“You’re standing on them.” Torque’s expression was one of restrained impatience: Weren’t you paying attention in class the day they covered this? “The plateau this reading room is built on – in fact, the entire upper crust – is riddled with storage cells of memory diamond, beneath a thin crust of sedimentary rock laid down to protect it. We switched the continental-drift cycle off for good about five billion years ago, after the last core cooling cycle. That’s when we began accumulating the Library deposits.
“Oh.” Pierce looked around. “Well, I suppose I’d better get started. Do you mind?”
“Not at all.” Torque turned his back on Pierce and walked away. “I’ll be around if you call me,” he sent.
Pierce sat down in front of the empty desk and laid his hands palm down on the blotter. A continent of memory diamond? The mere idea of that much data beggared the imagination. “It’ll be in here somewhere,” he muttered, and smiled.
Unhistory
One of the first things that any agent of the Stasis learns is patience. It’s not as if they are short of time; their long lives extend beyond the easy reach of memory, and should they avoid death through violence or accident or suicide, they can pursue projects that would exceed the life expectancy of ordinary mortals. And that is how they live in the absence of the principal aspect of their employment, the ability to request access to the timegate.
Pierce thought at first that the vice-chancellor’s request would be trivial, a matter of taking a few hours or days to dig down into the stacks and review the historical record. He’d return triumphant, a few minutes upstream of his departure, and present his findings before the council. Xiri would be appropriately adoring, and would doubtless write a series of sonnets about his Library visit (for poetics were in fashion as the densest rational format for sociological-academic case studies in Leng): and his adoptive home time would be spared the rigor and pity of a needless doctrinal war. That was his plan.
It came unglued roughly a week after his arrival, at the point when he stopped flailing around in increasing panic and went for a long walk around the paths of the biome, brooding darkly, trying to quantify the task.
Memory diamond is an astonishingly dense and durable data substrate. It’s a lattice of carbon nuclei, like any other diamond save that it is synthetic, and the position of atoms in the lattice represents data. By convention, an atom of carbon 12 represents a zero, and an atom of carbon 13 represents a one; and twelve-point-five grams of memory diamond – one molar weight, a little under half an old-style ounce – stores 6 × 1023 bits of data – or 10 23 bytes, with compression.
The continent the reading room is situated on is fifteen kilometers thick and covers an area of just under forty million square kilometers, comparable to North and South America combined in the epoch of Pierce’s birth. Half of it is memory diamond. There’s well over 1018 tons of the stuff, roughly 10 23 molar weights. One molar weight of memory diamond is sufficient to hold all the data ever created and stored by the human species prior to Pierce’s birth, in what was known at the time as the twenty-first century.
The civilizations over which the Stasis held sway for a trillion years stored a lot more data. And when they collapsed, the Stasis looted their Alexandrian archives, binged on stolen data and vomited it back up at the far end of time.
Pierce’s problem was this: more than 90 percent of the Library consisted of lies.
He’d started out, naturally enough, with two pieces of information: the waypoint in his phone that identified the exact location of the porch of his home in Leng, and the designation of the planetary system in M-33 that had aroused such controversy. It was true, as Xiri had said, that the Hegemony was reveling in the feed from the robot exploration fleet that had swept through the Triangulum galaxy tens of millions of years ago. And he knew – he was certain! – that Xiri, and the Hegemony, and the city of Leng with its Mediterranean airs and absurdly scholastic customs existed. He had held her as his wife and lover for nearly two decades-subjective, dwelt there and followed their ways as an honored noble guest for more than ten of those years: he could smell the hot, damp summer evening breeze in his nostrils, the scent of the climbing blue rose vines on the trellis behind his house —
The first time he gave the Library his home address and the identities to search for, it took him to a set of war grave records in the Autonomous Directorate, two years before his first interview with Xiri. He was unamused to note the names of his father- and mother-in-law inscribed in the list of terrorist wreckers and resisters who had been liquidated by the Truth Police in the wake of the liberation of Leng by Directorate forces.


EXERCISE DETAILS | For the string "category", search the entries below and copy every line where it appears.

DATA IN THIS EXERCISE |
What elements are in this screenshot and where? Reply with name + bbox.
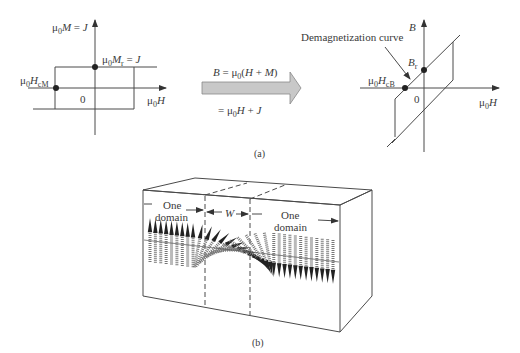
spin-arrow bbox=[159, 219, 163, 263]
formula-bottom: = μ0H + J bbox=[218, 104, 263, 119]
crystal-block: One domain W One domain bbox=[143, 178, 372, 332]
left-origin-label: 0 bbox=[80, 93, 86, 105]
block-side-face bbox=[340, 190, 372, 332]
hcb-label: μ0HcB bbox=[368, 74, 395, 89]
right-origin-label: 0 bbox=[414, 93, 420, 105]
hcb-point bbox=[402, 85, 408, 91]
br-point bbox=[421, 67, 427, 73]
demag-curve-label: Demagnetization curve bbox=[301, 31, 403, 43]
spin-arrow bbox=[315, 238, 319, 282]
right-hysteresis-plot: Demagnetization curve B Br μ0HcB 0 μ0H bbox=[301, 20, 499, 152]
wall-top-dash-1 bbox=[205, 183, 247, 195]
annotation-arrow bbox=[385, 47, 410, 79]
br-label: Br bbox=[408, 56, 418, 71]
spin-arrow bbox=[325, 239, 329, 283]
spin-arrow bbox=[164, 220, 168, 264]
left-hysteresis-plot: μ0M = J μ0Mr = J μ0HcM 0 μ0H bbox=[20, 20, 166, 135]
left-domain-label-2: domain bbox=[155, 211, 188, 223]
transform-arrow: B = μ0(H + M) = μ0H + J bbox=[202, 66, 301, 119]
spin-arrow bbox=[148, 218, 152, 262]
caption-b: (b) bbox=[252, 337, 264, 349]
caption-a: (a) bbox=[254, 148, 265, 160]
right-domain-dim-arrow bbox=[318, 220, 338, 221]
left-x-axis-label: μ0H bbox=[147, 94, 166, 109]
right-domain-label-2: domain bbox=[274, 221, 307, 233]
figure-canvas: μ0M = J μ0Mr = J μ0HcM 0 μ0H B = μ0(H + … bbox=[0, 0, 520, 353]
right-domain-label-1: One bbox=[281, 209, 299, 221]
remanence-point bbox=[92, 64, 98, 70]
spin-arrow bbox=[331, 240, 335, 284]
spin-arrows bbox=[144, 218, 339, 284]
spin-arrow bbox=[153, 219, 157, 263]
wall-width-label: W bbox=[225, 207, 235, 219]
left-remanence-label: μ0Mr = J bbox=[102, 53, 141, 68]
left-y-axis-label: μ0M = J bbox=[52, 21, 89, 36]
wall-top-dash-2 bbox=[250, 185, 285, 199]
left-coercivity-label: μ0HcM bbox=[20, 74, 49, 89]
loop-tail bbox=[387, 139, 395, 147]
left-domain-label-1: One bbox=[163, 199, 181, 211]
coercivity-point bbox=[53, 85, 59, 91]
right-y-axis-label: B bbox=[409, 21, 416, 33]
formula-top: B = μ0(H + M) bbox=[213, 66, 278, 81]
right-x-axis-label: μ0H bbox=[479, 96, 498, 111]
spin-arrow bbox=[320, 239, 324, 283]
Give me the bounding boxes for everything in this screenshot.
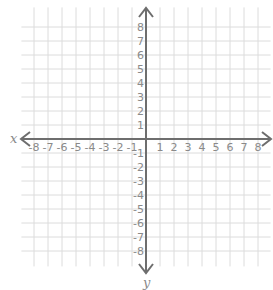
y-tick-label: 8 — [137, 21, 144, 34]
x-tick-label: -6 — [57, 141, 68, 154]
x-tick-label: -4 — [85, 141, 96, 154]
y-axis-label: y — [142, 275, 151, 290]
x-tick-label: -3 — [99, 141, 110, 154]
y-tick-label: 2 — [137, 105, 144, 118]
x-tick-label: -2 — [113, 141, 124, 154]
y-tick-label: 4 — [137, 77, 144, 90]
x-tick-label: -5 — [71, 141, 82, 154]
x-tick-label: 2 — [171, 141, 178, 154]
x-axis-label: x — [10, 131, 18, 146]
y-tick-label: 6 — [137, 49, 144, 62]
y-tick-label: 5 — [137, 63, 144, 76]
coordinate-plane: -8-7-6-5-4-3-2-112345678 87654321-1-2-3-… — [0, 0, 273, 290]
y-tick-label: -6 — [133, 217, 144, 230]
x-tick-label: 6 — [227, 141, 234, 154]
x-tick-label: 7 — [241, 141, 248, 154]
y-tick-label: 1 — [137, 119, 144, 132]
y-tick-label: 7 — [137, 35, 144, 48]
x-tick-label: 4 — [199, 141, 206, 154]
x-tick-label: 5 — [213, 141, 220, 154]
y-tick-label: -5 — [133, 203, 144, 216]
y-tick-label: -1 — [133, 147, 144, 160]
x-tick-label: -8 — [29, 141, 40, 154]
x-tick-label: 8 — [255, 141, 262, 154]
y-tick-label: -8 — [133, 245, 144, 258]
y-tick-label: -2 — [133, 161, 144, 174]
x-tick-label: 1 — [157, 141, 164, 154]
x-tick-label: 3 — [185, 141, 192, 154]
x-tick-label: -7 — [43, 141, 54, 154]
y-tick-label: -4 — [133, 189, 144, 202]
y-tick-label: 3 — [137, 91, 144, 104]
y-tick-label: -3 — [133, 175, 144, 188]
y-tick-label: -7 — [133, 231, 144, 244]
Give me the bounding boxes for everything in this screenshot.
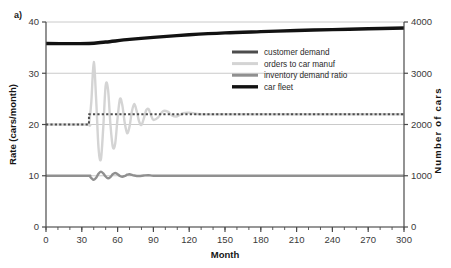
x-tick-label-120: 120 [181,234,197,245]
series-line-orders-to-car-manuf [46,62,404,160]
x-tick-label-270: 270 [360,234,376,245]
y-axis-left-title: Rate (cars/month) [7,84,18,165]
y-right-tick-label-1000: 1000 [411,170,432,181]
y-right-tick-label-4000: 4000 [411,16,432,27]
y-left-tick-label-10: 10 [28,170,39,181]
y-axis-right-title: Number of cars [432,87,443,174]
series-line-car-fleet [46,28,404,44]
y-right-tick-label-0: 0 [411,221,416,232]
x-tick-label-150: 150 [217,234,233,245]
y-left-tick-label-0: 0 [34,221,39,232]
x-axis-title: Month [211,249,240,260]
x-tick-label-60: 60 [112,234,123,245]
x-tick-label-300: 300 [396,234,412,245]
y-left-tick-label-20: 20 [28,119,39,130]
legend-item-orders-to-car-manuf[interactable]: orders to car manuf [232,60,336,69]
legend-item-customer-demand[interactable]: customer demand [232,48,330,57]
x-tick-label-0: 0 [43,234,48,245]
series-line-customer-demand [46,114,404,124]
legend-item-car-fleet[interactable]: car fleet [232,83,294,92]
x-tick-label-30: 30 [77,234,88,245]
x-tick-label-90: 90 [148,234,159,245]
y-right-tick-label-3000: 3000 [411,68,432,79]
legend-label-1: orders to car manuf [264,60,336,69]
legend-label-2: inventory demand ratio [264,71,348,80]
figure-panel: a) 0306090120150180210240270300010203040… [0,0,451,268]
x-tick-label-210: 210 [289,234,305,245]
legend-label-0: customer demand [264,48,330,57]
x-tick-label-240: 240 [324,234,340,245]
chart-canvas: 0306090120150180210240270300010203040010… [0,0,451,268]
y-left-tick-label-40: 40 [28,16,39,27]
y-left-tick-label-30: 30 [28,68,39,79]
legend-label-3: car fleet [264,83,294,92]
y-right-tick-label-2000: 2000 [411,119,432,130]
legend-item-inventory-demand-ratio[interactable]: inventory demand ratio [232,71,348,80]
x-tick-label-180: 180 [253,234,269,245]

--

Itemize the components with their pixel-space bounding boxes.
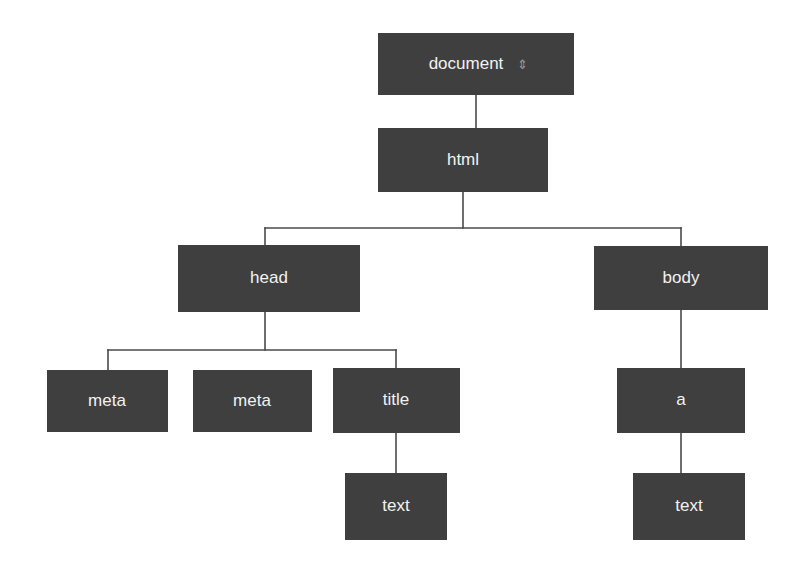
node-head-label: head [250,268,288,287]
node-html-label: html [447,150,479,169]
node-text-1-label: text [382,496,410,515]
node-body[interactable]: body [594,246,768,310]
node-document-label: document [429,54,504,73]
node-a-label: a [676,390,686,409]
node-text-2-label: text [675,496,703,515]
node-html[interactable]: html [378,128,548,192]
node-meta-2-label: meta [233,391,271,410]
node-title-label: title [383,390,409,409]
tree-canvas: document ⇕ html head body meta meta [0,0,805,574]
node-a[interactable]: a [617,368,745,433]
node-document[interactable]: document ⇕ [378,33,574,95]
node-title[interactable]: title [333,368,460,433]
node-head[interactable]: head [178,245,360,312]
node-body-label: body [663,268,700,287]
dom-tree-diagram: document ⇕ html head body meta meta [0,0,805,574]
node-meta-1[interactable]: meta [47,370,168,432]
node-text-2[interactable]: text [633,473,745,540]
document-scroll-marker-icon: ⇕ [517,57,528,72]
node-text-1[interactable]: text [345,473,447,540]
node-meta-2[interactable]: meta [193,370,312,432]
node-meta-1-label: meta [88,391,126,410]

--

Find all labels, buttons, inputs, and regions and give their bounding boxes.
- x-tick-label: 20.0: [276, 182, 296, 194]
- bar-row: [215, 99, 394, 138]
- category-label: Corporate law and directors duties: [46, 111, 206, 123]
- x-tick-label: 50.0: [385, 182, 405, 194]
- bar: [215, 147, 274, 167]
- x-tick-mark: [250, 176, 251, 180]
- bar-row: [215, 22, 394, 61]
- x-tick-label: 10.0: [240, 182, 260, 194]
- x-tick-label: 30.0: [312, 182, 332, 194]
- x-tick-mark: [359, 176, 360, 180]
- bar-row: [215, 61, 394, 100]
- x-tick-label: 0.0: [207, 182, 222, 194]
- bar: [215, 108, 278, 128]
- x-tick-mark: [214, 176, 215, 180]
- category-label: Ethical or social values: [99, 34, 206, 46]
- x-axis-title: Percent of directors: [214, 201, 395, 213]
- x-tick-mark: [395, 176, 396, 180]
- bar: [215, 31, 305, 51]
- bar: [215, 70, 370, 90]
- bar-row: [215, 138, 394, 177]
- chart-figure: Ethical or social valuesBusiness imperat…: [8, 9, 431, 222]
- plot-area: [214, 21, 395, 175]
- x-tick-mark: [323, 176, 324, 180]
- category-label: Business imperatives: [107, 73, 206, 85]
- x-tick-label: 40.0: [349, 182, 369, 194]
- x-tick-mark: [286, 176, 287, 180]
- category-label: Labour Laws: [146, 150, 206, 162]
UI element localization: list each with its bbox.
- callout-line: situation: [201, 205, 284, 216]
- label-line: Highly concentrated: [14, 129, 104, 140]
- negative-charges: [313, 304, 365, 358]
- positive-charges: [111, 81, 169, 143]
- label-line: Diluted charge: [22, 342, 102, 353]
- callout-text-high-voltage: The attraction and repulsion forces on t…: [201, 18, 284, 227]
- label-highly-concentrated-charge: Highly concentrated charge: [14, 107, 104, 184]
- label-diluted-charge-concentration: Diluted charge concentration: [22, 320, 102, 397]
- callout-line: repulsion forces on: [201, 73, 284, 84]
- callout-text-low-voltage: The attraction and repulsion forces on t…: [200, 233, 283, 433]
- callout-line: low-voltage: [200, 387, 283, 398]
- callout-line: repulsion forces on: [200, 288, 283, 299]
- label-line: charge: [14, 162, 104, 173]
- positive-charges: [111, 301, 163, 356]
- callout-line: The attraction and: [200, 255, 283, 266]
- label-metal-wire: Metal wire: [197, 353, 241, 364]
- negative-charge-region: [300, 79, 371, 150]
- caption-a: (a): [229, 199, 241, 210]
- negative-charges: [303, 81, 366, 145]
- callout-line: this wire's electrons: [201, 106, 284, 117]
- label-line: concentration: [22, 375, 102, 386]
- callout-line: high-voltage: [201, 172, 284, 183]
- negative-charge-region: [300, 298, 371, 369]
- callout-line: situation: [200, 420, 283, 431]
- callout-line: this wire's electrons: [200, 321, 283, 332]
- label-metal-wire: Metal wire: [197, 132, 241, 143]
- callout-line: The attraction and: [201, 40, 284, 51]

EXERCISE ANSWER |
- category-label: Corporate law and directors duties: [46, 111, 206, 123]
- category-label: Ethical or social values: [99, 34, 206, 46]
- category-label: Business imperatives: [107, 73, 206, 85]
- category-label: Labour Laws: [146, 150, 206, 162]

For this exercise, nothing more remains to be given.